FBI director calls for tech to change encryption business model
FBI Director James Comey said Wednesday that strong encryption technology is stymieing the execution of court orders, insisting that companies should adjust their business models to accommodate law enforcement.
“There are plenty of companies today that provide secure services to their customers and still comply with court orders,” Comey told a Senate Judiciary Committee hearing. “This is not a technical issue, it is a business model question.”
{mosads}In the wake of the deadly attacks on Paris and San Bernardino, pressure has been rising on Apple, Google and other technology companies to allow law enforcement and intelligence agencies some form of guaranteed access to encrypted devices.
Supporters of such access argue that encryption technology that can’t be unlocked even by the manufacturer allows terrorists and other criminals to “go dark,” or communicate out of the reach of law enforcement.
Comey said Wednesday there is “no doubt the use of encryption is part of terrorist tradecraft now” because “they understand the problems [law enforcement] has getting court orders.”
Although he declined to discuss the specifics of the investigations into the Paris and San Bernardino attacks, Comey noted that one of the shooters in the Garland, Texas, attack on a contest to draw a cartoon of the Prophet Mohammed exchanged 109 encrypted messages with overseas terrorists.
“We have no idea what he said, because those messages were encrypted,” Comey said.
Comey has long warned that unbreakable encryption — like the technology found on the latest iPhone operating system — prevents law enforcement from executing lawful warrants and shields terrorists from needed surveillance.
He has previously suggested that unbreakable encryption could result in the death of a child, a warning he alluded to again in Wednesday’s hearing.
Tech companies insist that building in any kind of guaranteed access for the government would breach consumer privacy and build weaknesses into the technology that would allow criminals to hack into devices just as easily as law enforcement.
This fall, Apple rejected a court order to turn over communications sent using its iMessage feature, citing its encryption system.
Apple has also claimed that forcing it to extract data from older operating systems that the company can still decrypt would “threaten the trust between Apple and its customers and substantially tarnish the Apple brand.”
Comey indicated Wednesday that he believes tech companies have stood behind stiff encryption out of competitive interests.
To many tech firms, the revelation of the scope of government surveillance by whistleblower Edward Snowden was an embarrassment that also endangered their bottom lines.
“I want to be absolutely clear that we have never worked with any government agency from any country to create a backdoor in any of our products or services,” Apple CEO Tim Cook said in an open letter on the company’s site. “We have also never allowed access to our servers.
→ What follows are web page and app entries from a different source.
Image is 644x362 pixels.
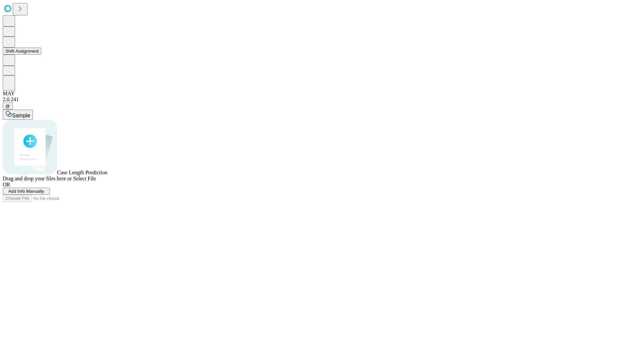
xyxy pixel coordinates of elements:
[2,90,642,96] div: MAY
[2,102,13,110] button: @
[8,189,44,193] span: Add Info Manually
[2,176,72,181] span: Drag and drop your files here or
[2,47,41,55] button: Shift Assignment
[2,110,33,119] button: Sample
[5,104,10,109] span: @
[12,113,30,118] span: Sample
[2,187,50,195] button: Add Info Manually
[73,176,96,181] span: Select File
[2,182,10,187] span: OR
[57,170,107,175] span: Case Length Prediction
[2,96,642,102] div: 2.0.241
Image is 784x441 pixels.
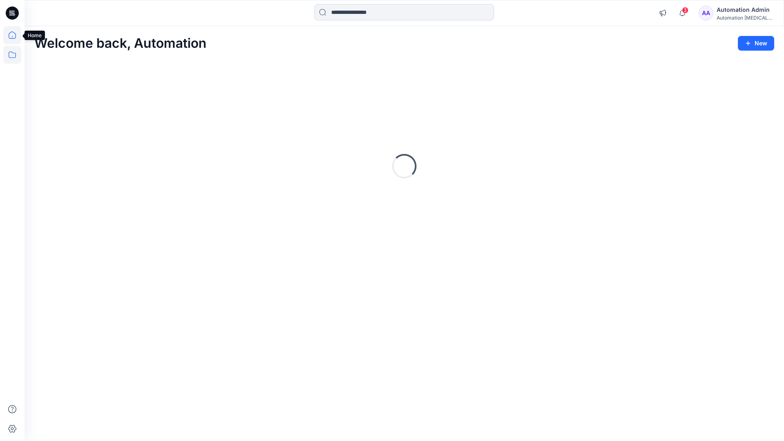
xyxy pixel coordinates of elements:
div: AA [698,6,713,20]
span: 3 [682,7,688,13]
button: New [738,36,774,51]
div: Automation [MEDICAL_DATA]... [716,15,774,21]
h2: Welcome back, Automation [34,36,207,51]
div: Automation Admin [716,5,774,15]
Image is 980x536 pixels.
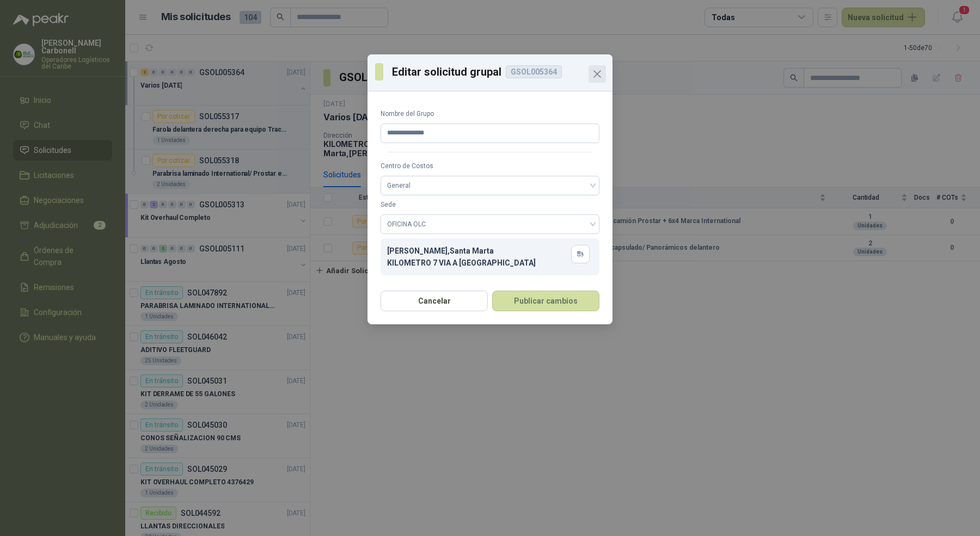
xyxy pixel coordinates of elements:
[492,291,599,312] button: Publicar cambios
[387,177,593,194] span: General
[387,216,593,232] span: OFICINA OLC
[380,109,599,119] label: Nombre del Grupo
[505,66,562,78] div: GSOL005364
[387,245,571,269] div: [PERSON_NAME] , Santa Marta KILOMETRO 7 VIA A [GEOGRAPHIC_DATA]
[392,64,604,80] p: Editar solicitud grupal
[380,200,599,210] label: Sede
[588,66,606,83] button: Close
[380,161,599,171] label: Centro de Costos
[380,291,488,312] button: Cancelar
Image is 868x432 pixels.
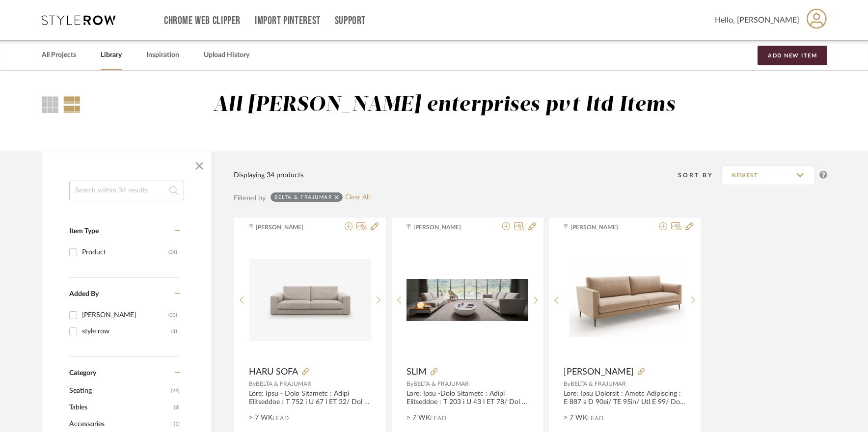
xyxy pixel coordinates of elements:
[169,308,177,323] div: (33)
[249,259,371,341] img: HARU SOFA
[146,49,179,62] a: Inspiration
[564,413,587,424] span: > 7 WK
[249,413,273,424] span: > 7 WK
[273,415,289,422] span: Lead
[164,17,240,25] a: Chrome Web Clipper
[249,390,371,407] div: Lore: Ipsu - Dolo Sitametc : Adipi Elitseddoe : T 752 i U 67 l ET 32/ Dol M 52/ Ali Enimad 82mi. ...
[171,383,180,399] span: (24)
[174,417,180,432] span: (1)
[69,400,171,416] span: Tables
[564,263,686,338] img: LENA
[82,245,169,260] div: Product
[69,181,184,201] input: Search within 34 results
[234,170,304,181] div: Displaying 34 products
[345,194,370,202] a: Clear All
[82,323,171,339] div: style row
[678,170,721,180] div: Sort By
[430,415,447,422] span: Lead
[174,400,180,415] span: (8)
[203,49,249,62] a: Upload History
[69,369,96,378] span: Category
[414,223,475,232] span: [PERSON_NAME]
[213,93,675,118] div: All [PERSON_NAME] enterprises pvt ltd Items
[255,17,321,25] a: Import Pinterest
[234,193,266,204] div: Filtered by
[69,383,169,400] span: Seating
[407,390,529,407] div: Lore: Ipsu -Dolo Sitametc : Adipi Elitseddoe : T 203 i U 43 l ET 78/ Dol M 73/ Ali Enimad 40mi. V...
[407,367,426,378] span: SLIM
[564,381,570,388] span: By
[587,415,604,422] span: Lead
[171,323,177,339] div: (1)
[249,381,256,388] span: By
[69,291,99,298] span: Added By
[407,413,430,424] span: > 7 WK
[69,228,99,235] span: Item Type
[758,46,827,66] button: Add New Item
[274,194,332,201] div: BELTA & FRAJUMAR
[82,308,169,323] div: [PERSON_NAME]
[715,14,799,26] span: Hello, [PERSON_NAME]
[101,49,122,62] a: Library
[335,17,366,25] a: Support
[256,381,311,388] span: BELTA & FRAJUMAR
[414,381,469,388] span: BELTA & FRAJUMAR
[570,381,626,388] span: BELTA & FRAJUMAR
[407,381,414,388] span: By
[570,223,632,232] span: [PERSON_NAME]
[41,49,76,62] a: All Projects
[190,156,209,176] button: Close
[564,390,686,407] div: Lore: Ipsu Dolorsit : Ametc Adipiscing : E 887 s D 90ei/ TE 95in/ Utl E 99/ Dol magnaa 06en. Admi...
[169,245,177,260] div: (34)
[256,223,318,232] span: [PERSON_NAME]
[407,279,528,321] img: SLIM
[249,367,298,378] span: HARU SOFA
[564,367,634,378] span: [PERSON_NAME]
And we never will.”
Comey insisted Wednesday that he is not advocating for a much-maligned backdoor into private technology.
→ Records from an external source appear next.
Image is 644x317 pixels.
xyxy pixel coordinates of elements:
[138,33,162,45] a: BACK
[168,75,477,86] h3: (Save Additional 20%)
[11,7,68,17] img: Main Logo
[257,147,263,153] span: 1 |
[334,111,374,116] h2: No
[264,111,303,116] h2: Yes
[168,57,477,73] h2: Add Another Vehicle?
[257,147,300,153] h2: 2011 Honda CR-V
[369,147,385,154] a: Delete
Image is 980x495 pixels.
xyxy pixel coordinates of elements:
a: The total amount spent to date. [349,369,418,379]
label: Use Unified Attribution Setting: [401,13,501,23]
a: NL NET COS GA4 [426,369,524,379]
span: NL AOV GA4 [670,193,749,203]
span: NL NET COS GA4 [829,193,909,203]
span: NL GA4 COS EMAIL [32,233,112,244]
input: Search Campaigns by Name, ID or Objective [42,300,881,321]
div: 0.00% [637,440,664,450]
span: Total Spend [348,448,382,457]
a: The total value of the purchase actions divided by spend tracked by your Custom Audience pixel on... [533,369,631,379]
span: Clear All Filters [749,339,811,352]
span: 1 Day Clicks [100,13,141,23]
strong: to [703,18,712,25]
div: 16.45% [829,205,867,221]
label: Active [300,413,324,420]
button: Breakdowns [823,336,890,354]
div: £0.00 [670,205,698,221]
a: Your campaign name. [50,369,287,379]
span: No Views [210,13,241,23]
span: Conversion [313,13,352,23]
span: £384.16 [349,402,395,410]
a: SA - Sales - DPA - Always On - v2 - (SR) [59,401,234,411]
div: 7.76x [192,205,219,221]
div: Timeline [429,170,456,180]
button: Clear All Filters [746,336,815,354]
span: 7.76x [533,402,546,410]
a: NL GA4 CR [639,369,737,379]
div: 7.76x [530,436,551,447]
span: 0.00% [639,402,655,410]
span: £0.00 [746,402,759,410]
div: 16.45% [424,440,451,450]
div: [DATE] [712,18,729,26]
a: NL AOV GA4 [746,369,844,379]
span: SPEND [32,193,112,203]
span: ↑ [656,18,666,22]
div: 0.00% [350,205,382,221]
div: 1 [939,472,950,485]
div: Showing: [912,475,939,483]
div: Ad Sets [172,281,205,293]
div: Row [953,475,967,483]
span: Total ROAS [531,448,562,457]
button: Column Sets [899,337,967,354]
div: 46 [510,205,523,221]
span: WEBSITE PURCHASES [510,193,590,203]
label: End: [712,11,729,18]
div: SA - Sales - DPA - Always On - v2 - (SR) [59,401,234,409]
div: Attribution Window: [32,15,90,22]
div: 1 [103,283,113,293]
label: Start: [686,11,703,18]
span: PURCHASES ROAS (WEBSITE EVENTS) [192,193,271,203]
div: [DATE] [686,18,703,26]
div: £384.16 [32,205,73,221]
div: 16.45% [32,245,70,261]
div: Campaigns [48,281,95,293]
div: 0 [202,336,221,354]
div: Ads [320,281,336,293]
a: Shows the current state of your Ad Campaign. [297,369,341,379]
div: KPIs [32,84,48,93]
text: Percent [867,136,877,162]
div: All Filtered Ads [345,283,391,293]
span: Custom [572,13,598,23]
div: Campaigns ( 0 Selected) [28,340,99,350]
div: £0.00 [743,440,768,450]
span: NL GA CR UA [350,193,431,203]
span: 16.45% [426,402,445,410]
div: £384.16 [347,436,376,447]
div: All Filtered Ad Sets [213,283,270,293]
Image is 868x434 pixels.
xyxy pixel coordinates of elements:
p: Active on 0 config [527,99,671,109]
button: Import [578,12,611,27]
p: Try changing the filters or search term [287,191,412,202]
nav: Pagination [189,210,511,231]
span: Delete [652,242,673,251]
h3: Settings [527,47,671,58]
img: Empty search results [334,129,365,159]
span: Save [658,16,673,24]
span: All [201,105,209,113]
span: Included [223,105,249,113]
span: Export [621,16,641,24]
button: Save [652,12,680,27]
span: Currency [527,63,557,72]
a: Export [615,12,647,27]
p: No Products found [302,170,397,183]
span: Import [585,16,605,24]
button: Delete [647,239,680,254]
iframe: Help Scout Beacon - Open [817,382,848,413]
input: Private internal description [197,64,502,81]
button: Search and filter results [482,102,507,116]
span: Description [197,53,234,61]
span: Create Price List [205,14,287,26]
“The government hopes to get to a place where if the government issues an order, the company figures out how to supply that information on its own,” he said. “The government shouldn’t be telling people how to operate their systems.”
Comey said he is engaged in ongoing and productive conversations with Silicon Valley.
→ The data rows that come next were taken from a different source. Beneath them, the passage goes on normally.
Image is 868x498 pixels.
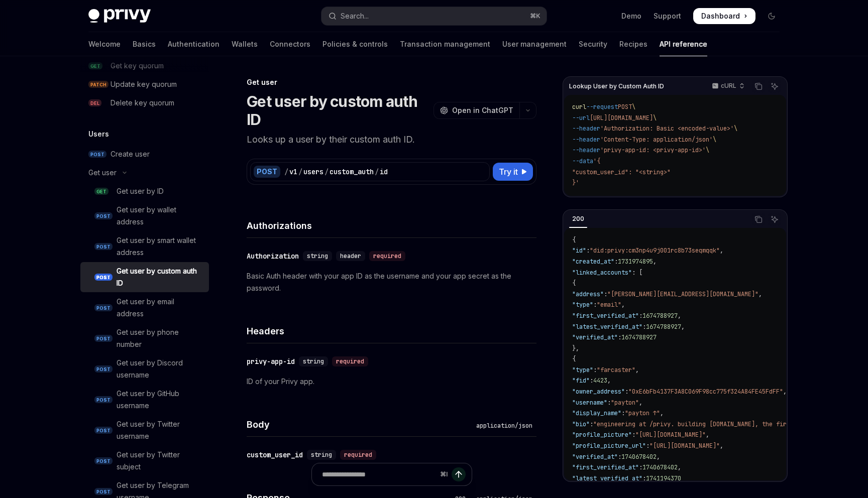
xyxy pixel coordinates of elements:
h4: Body [246,417,473,432]
div: Delete key quorum [110,97,174,109]
a: Authentication [168,32,219,56]
div: Get user by wallet address [116,204,203,228]
div: required [332,356,368,366]
div: Get user by GitHub username [116,388,203,412]
span: "created_at" [572,257,614,265]
button: Copy the contents from the code block [752,213,765,226]
button: Copy the contents from the code block [752,80,765,93]
span: "verified_at" [572,333,618,342]
span: \ [632,103,636,111]
a: Demo [622,11,641,21]
div: custom_auth [330,167,374,177]
div: v1 [290,167,298,177]
h4: Authorizations [246,219,537,233]
div: required [340,450,376,460]
a: Transaction management [400,32,490,56]
span: , [657,453,660,461]
span: : [607,398,611,407]
span: PATCH [89,81,108,89]
div: users [304,167,323,177]
span: "linked_accounts" [572,268,632,276]
div: Get user by phone number [116,326,203,350]
span: , [639,398,643,407]
span: 'Content-Type: application/json' [601,135,713,143]
a: Security [578,32,607,56]
span: \ [653,114,657,122]
span: POST [94,457,113,465]
span: , [678,464,681,472]
div: Get user by custom auth ID [116,265,203,289]
span: "first_verified_at" [572,311,639,319]
p: cURL [721,82,737,90]
span: : [643,323,646,331]
span: "[URL][DOMAIN_NAME]" [649,442,720,450]
span: --header [572,124,601,132]
span: Try it [499,166,518,178]
div: Search... [341,10,369,22]
a: Policies & controls [323,32,388,56]
span: : [590,377,593,385]
span: 1731974895 [618,257,653,265]
span: 'privy-app-id: <privy-app-id>' [601,146,706,154]
span: string [303,358,324,366]
a: POSTGet user by wallet address [80,201,209,231]
button: Open in ChatGPT [434,102,519,119]
span: : [590,420,593,428]
a: POSTGet user by phone number [80,323,209,353]
span: { [572,236,576,244]
p: Looks up a user by their custom auth ID. [246,132,537,147]
span: { [572,355,576,363]
button: Try it [493,163,533,181]
div: Get user by email address [116,295,203,319]
button: Ask AI [768,213,781,226]
span: "address" [572,290,604,298]
button: Open search [322,7,546,25]
span: : [646,442,649,450]
div: / [298,167,302,177]
span: : [593,366,597,374]
a: GETGet user by ID [80,182,209,200]
div: Get user by Twitter username [116,418,203,442]
span: "latest_verified_at" [572,323,643,331]
a: Wallets [232,32,258,56]
button: Ask AI [768,80,781,93]
input: Ask a question... [322,464,436,486]
span: 4423 [593,377,607,385]
p: Basic Auth header with your app ID as the username and your app secret as the password. [246,270,537,294]
div: POST [254,166,280,178]
span: : [639,464,643,472]
h1: Get user by custom auth ID [246,92,429,129]
button: Toggle Get user section [80,164,209,182]
div: / [325,167,328,177]
span: string [307,252,328,260]
h4: Headers [246,324,537,338]
a: POSTGet user by Discord username [80,354,209,384]
div: required [369,251,405,261]
span: '{ [593,157,601,165]
span: POST [89,151,107,158]
span: , [678,311,681,319]
button: Toggle dark mode [764,8,780,24]
span: , [636,366,639,374]
span: header [340,252,361,260]
span: "latest_verified_at" [572,475,643,483]
span: \ [734,124,737,132]
span: "verified_at" [572,453,618,461]
div: Get user by Twitter subject [116,449,203,473]
a: Support [654,11,681,21]
span: , [706,431,709,439]
p: ID of your Privy app. [246,376,537,388]
span: "[URL][DOMAIN_NAME]" [636,431,706,439]
span: POST [618,103,632,111]
span: }, [572,344,579,352]
span: "username" [572,398,607,407]
a: POSTCreate user [80,145,209,163]
a: POSTGet user by email address [80,292,209,323]
span: , [607,377,611,385]
a: POSTGet user by Twitter username [80,415,209,445]
span: 1741194370 [646,475,681,483]
span: : [618,333,622,342]
span: string [311,451,332,459]
img: dark logo [89,9,151,23]
a: POSTGet user by smart wallet address [80,231,209,262]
“We’re not going to break the Internet by getting to a place where companies comply with court orders,” he said.
The testimony sparked some concern among lawmakers that tech companies could be recalcitrant in shifting their stance.
If firms have already decided that strong encryption is in their best interest, Sen. Sheldon Whitehouse (D-R.I.) asked “where is the leverage point” for the FBI in its ongoing conversations with Silicon Valley?
Several lawmakers raised concerns that forcing U.S. firms to manufacture breakable encryption would merely push criminals onto foreign-made platforms and would not wholly solve the “going dark” problem.
Comey agreed, calling for international norms governing encryption.
“This isn’t going to solve the whole problem,” Comey said. “You don’t want to just chase the problem offshore; there has to be an international component to this.”
Sens. Mike Lee (R-Utah) and Orrin Hatch (R-Utah) were among those questioning whether banning unbreakable encryption could put U.S. companies at a competitive disadvantage in the international economy without solving the underlying problem.
“We ought not put U.S. manufacturers in a position in which they’d be punished relative to other manufacturers,” Lee warned. “We ought to remember the limits on what we can do legislatively, it wouldn’t necessarily fix the problem.”